Currently RAM becomes main cost and constraint.
Upgrade now or wait – what pays off with such prices?
If counting on prices quickly returning to 2024 levels – likely disappointment. This isn't temporary spike but structural market memory change. Forecasts talk about further increases even 60-70% in coming months.
This changes decision from "buy now or not" to something more concrete: can you afford waiting.
Three scenarios appear most often:
- you delay upgrade → risk even higher prices,
- you buy now minimum → secure environment and scale later,
- you do partial upgrade → replace only what's bottleneck.
In practice most sensible turns out mixed approach. Instead replacing everything, focus on what really blocks performance:
- not enough RAM for VMs,
- slow disks for SQL,
- no backup space.
And only then invest. Not "because plan was approved" but because real need exists.
How to cut costs without killing performance – where to find savings in server configuration?
Not about cutting costs "blindly" but cutting where they don't impact system operation. Big difference because poor optimization ends in performance problems.
Biggest room for maneuver in three places.
RAM and its usage
Instead adding modules, often better:
- review VMs and remove excess allocated memory,
- optimize database (cache, indexes),
- limit "future-proofing" headroom never actually used.
Storage – where NVMe makes sense, where not
Not every workload needs NVMe:
- SQL, databases → yes,
- archive, backup → often cheaper SATA SSD enough,
- user files → depends on load.
System architecture
Instead increasing resources, can:
- split services into several smaller instances,
- apply caching and data compression,
- shorten operation time instead increasing power.
These changes don't require big budget yet can reduce memory purchase need by even dozens percent.
Is infrastructure approach change already necessity, not option?
Yes – because "buy more to have headroom" model stops working at such prices. In 2026 infrastructure approach starts resembling resource management rather than expansion.
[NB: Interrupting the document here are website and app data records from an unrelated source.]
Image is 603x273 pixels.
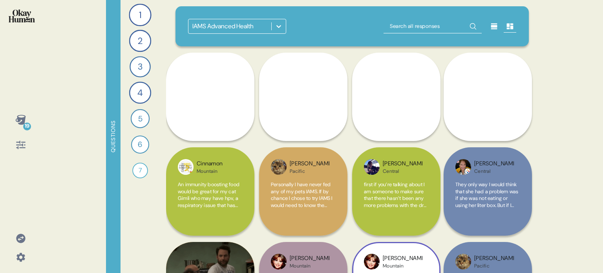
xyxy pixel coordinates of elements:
[383,263,422,269] div: Mountain
[474,254,514,263] div: [PERSON_NAME]
[131,109,150,128] div: 5
[271,159,286,175] img: profilepic_4813955705354555.jpg
[129,82,151,104] div: 4
[383,168,422,174] div: Central
[9,9,35,22] img: okayhuman.3b1b6348.png
[197,159,222,168] div: Cinnamon
[129,4,151,26] div: 1
[290,263,329,269] div: Mountain
[290,159,329,168] div: [PERSON_NAME]
[383,254,422,263] div: [PERSON_NAME]
[178,159,193,175] img: profilepic_7776587615692055.jpg
[271,253,286,269] img: profilepic_7271226572895091.jpg
[197,168,222,174] div: Mountain
[290,168,329,174] div: Pacific
[383,19,481,33] input: Search all responses
[129,30,151,52] div: 2
[132,162,148,178] div: 7
[364,253,379,269] img: profilepic_7271226572895091.jpg
[192,22,253,31] div: IAMS Advanced Health
[364,159,379,175] img: profilepic_5113520575367512.jpg
[455,159,471,175] img: profilepic_5384042878281458.jpg
[455,253,471,269] img: profilepic_4813955705354555.jpg
[474,168,514,174] div: Central
[290,254,329,263] div: [PERSON_NAME]
[383,159,422,168] div: [PERSON_NAME]
[129,56,151,77] div: 3
[474,263,514,269] div: Pacific
[23,122,31,130] div: 19
[131,135,149,153] div: 6
[474,159,514,168] div: [PERSON_NAME]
Increasingly appearing decisions like:
- fewer physical servers but better utilized,
- more emphasis on virtualization and consolidation,
- selective performance investment instead "full refresh".
Projects themselves also change:
- more code optimization,
- less "overprovisioning",
- greater cost awareness at planning stage.
And this is moment IT department stops being just purchase executor. Starts really impacting company budget – because every hardware decision today has direct translation to operational and investment costs.
FAQ
Will memory prices drop?
Current indicators suggest not. Trend upward and demand (especially from AI) still growing.
Why does RAM and SSD get more expensive so fast?
Because production directed toward AI memory (HBM) and standard DDR5 has limited availability.
Worth buying server now or better wait?
If real needs exist – better buy now minimum and scale later. Waiting may mean higher prices.
How much RAM makes sense in server today?
Depends on application, but increasingly starts from 32-64 GB and then expands later instead buying "just in case".
Can limit costs without losing performance?
Yes – through VM optimization, database and storage. Many cases gives bigger effect than adding RAM.
Is NVMe always needed?
No. Makes sense where performance matters (SQL, AI) but for backup or archive often cheaper solution enough.
What's biggest mistake buying server today?
Buying "like before" – without accounting that memory became main cost and constraint.